Such a powerful prompt this week – yowza! Thanks to Rochelle Wisoff-Fields and her continuous work at Friday Fictioneers for providing us with such fare to engage and reflect. Please join us if you have an urge to translate experience into words.
The prompt:
(this prompt was so good I’ve included 3 responses in the manner of brainsnorts)
1.
She grasps while he flees. The horror of everything offered. He’s reaching all the same. She clings, and thus submerged, loss becomes attachment. He yearns. They’re vulnerable. Their hold and flight are balance. A panicking fail like this can require only one thing – somebody’s everything – which she offers, and which frightens him to terror. She lays it at his feet and pursues – without her he would fall – traumatizing him, for there will come a day.
2.
Everything depends on it. Seems to.
This risk, this reach, this grasp.
All has been let go, ripped away for this advance.
She’s nothing left but hope and fear.
Submerged in this suspension.
And he in silent trauma – terrorized.
What would be the gain – of grasping or clasping; a yearn or a vortex; great loss or its threat?
A possible life? An wholistic vitality? The “whole hurly-burly”*?
What?
We leave it here. NOW. In the reaching.
*Ludwig Wittgenstein’s phrase for the complex background, context of human life
Alternate 2.
“Do you not get it?” she stressed, “can you seriously not see what I’ve done?”
“EVERYTHING!” she cried, “EVERYTHING I’ve left and abandoned, deserted, let go, in order to offer myself up to you! – to come for, reach out to – YOU!”
“This is unbelievable!” she, exasperated. “I really and truly cannot!” she, bewildered.
And he – silently terrorized, traumatized, afraid.
Trapped in this suspension – the grasping or clasping; the yearn or submersion; the loss or its threat.
And what of the gain – a possible life? An wholistic vitality? What – ?
We leave it here. NOW. Reaching.
N Filbert 2013
That mostly went past me, but I do like the first 4 lines on #2
The reach and the grasp balancing out the two of them, the anchor and the boat. Without one the other would drift. The anchor would stay submerged with no line to the surface, forgotten. Like the weighted ball of a pendulum frozen by the moment. Fear from both far and near solidifying their position in the relationship? or something like that.
Tom
fills the ballpark! thanks
glad there was something in there for you! thanks for reading
These are all so poetic! I think #2 is my favorite.
It read to me of one giving completely, the other afraid to get in quite so much. If one person is much more invested in a relationship or is too giving, it can be difficult for the other person. Balancing in relationships can be a difficult act.
janet
All three are well written and interesting. I personally like the second one best
I like how you’ve merged the thoughts in the third. I really like that one.
You make my head hurt with all your clever writing – there’s so much here to think about. My favourite is the last one. I think. I may have to read them all again. 🙂
thank you very much
thank you – ’twas the first written 🙂
hey thanks for the mention. mighty nice of you. that’s a very vengeful statement, “there will come a day.” well done.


WORK TO COMPLETE: Read the records below and report each line in which "intensity" occurs.

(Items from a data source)
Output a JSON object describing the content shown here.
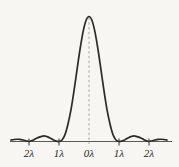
{
  "figure": {
    "name": "single-slit-diffraction-intensity-pattern",
    "background_color": "#f7f6f2",
    "curve_color": "#2e2b27",
    "axis_color": "#5d5a55",
    "center_line_color": "#a9a6a0",
    "label_color": "#2a2722"
  },
  "chart_data": {
    "type": "line",
    "title": "",
    "subtitle": "",
    "xlabel": "",
    "ylabel": "",
    "grid": false,
    "legend": null,
    "xlim": [
      -2.6,
      2.6
    ],
    "ylim": [
      0,
      1.06
    ],
    "axis_units": "wavelengths",
    "tick_labels": [
      "2λ",
      "1λ",
      "0λ",
      "1λ",
      "2λ"
    ],
    "tick_values": [
      -2,
      -1,
      0,
      1,
      2
    ],
    "tick_marks_drawn": [
      -2,
      -1,
      1,
      2
    ],
    "center_dashed_line_at": 0,
    "peak_value": 1.0,
    "peak_position": 0,
    "series": [
      {
        "name": "intensity",
        "x": [
          -2.6,
          -2.5,
          -2.4,
          -2.3,
          -2.2,
          -2.1,
          -2.0,
          -1.9,
          -1.8,
          -1.7,
          -1.6,
          -1.5,
          -1.4,
          -1.3,
          -1.2,
          -1.1,
          -1.0,
          -0.9,
          -0.8,
          -0.7,
          -0.6,
          -0.5,
          -0.4,
          -0.3,
          -0.2,
          -0.1,
          0.0,
          0.1,
          0.2,
          0.3,
          0.4,
          0.5,
          0.6,
          0.7,
          0.8,
          0.9,
          1.0,
          1.1,
          1.2,
          1.3,
          1.4,
          1.5,
          1.6,
          1.7,
          1.8,
          1.9,
          2.0,
          2.1,
          2.2,
          2.3,
          2.4,
          2.5,
          2.6
        ],
        "y": [
          0.012,
          0.016,
          0.018,
          0.017,
          0.012,
          0.006,
          0.0,
          0.007,
          0.019,
          0.031,
          0.039,
          0.045,
          0.039,
          0.028,
          0.014,
          0.004,
          0.0,
          0.012,
          0.055,
          0.14,
          0.255,
          0.405,
          0.573,
          0.736,
          0.875,
          0.968,
          1.0,
          0.968,
          0.875,
          0.736,
          0.573,
          0.405,
          0.255,
          0.14,
          0.055,
          0.012,
          0.0,
          0.004,
          0.014,
          0.028,
          0.039,
          0.045,
          0.039,
          0.031,
          0.019,
          0.007,
          0.0,
          0.006,
          0.012,
          0.017,
          0.018,
          0.016,
          0.012
        ]
      }
    ]
  },
  "labels": [
    {
      "text": "2λ",
      "x_value": -2
    },
    {
      "text": "1λ",
      "x_value": -1
    },
    {
      "text": "0λ",
      "x_value": 0
    },
    {
      "text": "1λ",
      "x_value": 1
    },
    {
      "text": "2λ",
      "x_value": 2
    }
  ]
}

SOLUTION TO THE PROBLEM:
    "name": "single-slit-diffraction-intensity-pattern",
        "name": "intensity",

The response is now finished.